Recorded information:
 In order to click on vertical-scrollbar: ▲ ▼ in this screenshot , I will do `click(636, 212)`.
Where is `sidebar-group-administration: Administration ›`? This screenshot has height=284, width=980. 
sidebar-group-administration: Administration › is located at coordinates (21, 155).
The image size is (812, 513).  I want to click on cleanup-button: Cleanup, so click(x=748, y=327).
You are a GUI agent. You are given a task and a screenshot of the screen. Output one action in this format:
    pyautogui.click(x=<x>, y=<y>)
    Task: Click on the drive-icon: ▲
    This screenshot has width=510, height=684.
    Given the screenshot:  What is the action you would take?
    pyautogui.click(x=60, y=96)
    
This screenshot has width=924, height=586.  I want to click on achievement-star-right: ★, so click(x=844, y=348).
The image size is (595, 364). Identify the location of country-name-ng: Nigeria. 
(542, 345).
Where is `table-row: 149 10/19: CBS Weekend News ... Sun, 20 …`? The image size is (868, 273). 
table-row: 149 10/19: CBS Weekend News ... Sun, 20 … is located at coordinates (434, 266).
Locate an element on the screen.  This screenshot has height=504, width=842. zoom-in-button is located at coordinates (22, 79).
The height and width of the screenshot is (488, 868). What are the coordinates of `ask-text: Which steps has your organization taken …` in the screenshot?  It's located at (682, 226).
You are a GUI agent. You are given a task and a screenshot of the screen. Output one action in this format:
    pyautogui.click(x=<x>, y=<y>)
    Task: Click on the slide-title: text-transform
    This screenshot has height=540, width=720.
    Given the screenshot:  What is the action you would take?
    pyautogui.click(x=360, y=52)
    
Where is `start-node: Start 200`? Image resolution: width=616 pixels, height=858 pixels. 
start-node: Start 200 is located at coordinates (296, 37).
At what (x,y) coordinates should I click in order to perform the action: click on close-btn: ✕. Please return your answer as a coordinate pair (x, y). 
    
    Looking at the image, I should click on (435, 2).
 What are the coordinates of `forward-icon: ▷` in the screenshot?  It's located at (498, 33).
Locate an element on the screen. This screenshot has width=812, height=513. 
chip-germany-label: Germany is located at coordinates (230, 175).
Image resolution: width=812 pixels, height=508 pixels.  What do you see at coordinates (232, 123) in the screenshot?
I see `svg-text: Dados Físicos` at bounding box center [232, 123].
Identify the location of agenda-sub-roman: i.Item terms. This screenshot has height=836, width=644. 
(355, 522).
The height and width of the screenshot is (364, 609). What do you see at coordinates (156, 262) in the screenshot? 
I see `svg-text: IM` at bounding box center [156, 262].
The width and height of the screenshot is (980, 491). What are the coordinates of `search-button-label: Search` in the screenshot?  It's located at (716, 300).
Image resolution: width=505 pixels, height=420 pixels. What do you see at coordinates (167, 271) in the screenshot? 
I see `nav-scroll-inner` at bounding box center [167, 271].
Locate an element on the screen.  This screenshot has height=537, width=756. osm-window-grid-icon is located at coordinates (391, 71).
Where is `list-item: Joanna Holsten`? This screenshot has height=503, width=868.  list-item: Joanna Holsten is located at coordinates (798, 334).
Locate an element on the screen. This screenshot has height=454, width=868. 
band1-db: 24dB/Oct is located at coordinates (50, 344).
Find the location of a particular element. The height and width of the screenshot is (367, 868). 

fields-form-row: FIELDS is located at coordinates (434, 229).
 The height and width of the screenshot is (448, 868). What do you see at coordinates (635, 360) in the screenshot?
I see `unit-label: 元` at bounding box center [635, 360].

Work to be completed: Reproduce each record above exactly, keeping every word as it stands.

Task output:
 In order to click on vertical-scrollbar: ▲ ▼ in this screenshot , I will do `click(636, 212)`.
Where is `sidebar-group-administration: Administration ›`? This screenshot has height=284, width=980. 
sidebar-group-administration: Administration › is located at coordinates (21, 155).
The image size is (812, 513).  I want to click on cleanup-button: Cleanup, so click(x=748, y=327).
You are a GUI agent. You are given a task and a screenshot of the screen. Output one action in this format:
    pyautogui.click(x=<x>, y=<y>)
    Task: Click on the drive-icon: ▲
    This screenshot has width=510, height=684.
    Given the screenshot:  What is the action you would take?
    pyautogui.click(x=60, y=96)
    
This screenshot has width=924, height=586.  I want to click on achievement-star-right: ★, so click(x=844, y=348).
The image size is (595, 364). Identify the location of country-name-ng: Nigeria. 
(542, 345).
Where is `table-row: 149 10/19: CBS Weekend News ... Sun, 20 …`? The image size is (868, 273). 
table-row: 149 10/19: CBS Weekend News ... Sun, 20 … is located at coordinates (434, 266).
Locate an element on the screen.  This screenshot has height=504, width=842. zoom-in-button is located at coordinates (22, 79).
The height and width of the screenshot is (488, 868). What are the coordinates of `ask-text: Which steps has your organization taken …` in the screenshot?  It's located at (682, 226).
You are a GUI agent. You are given a task and a screenshot of the screen. Output one action in this format:
    pyautogui.click(x=<x>, y=<y>)
    Task: Click on the slide-title: text-transform
    This screenshot has height=540, width=720.
    Given the screenshot:  What is the action you would take?
    pyautogui.click(x=360, y=52)
    
Where is `start-node: Start 200`? Image resolution: width=616 pixels, height=858 pixels. 
start-node: Start 200 is located at coordinates (296, 37).
At what (x,y) coordinates should I click in order to perform the action: click on close-btn: ✕. Please return your answer as a coordinate pair (x, y). 
    
    Looking at the image, I should click on (435, 2).
 What are the coordinates of `forward-icon: ▷` in the screenshot?  It's located at (498, 33).
Locate an element on the screen. This screenshot has width=812, height=513. 
chip-germany-label: Germany is located at coordinates (230, 175).
Image resolution: width=812 pixels, height=508 pixels.  What do you see at coordinates (232, 123) in the screenshot?
I see `svg-text: Dados Físicos` at bounding box center [232, 123].
Identify the location of agenda-sub-roman: i.Item terms. This screenshot has height=836, width=644. 
(355, 522).
The height and width of the screenshot is (364, 609). What do you see at coordinates (156, 262) in the screenshot? 
I see `svg-text: IM` at bounding box center [156, 262].
The width and height of the screenshot is (980, 491). What are the coordinates of `search-button-label: Search` in the screenshot?  It's located at (716, 300).
Image resolution: width=505 pixels, height=420 pixels. What do you see at coordinates (167, 271) in the screenshot? 
I see `nav-scroll-inner` at bounding box center [167, 271].
Locate an element on the screen.  This screenshot has height=537, width=756. osm-window-grid-icon is located at coordinates (391, 71).
Where is `list-item: Joanna Holsten`? This screenshot has height=503, width=868.  list-item: Joanna Holsten is located at coordinates (798, 334).
Locate an element on the screen. This screenshot has height=454, width=868. 
band1-db: 24dB/Oct is located at coordinates (50, 344).
Find the location of a particular element. The height and width of the screenshot is (367, 868). 

fields-form-row: FIELDS is located at coordinates (434, 229).
 The height and width of the screenshot is (448, 868). What do you see at coordinates (635, 360) in the screenshot?
I see `unit-label: 元` at bounding box center [635, 360].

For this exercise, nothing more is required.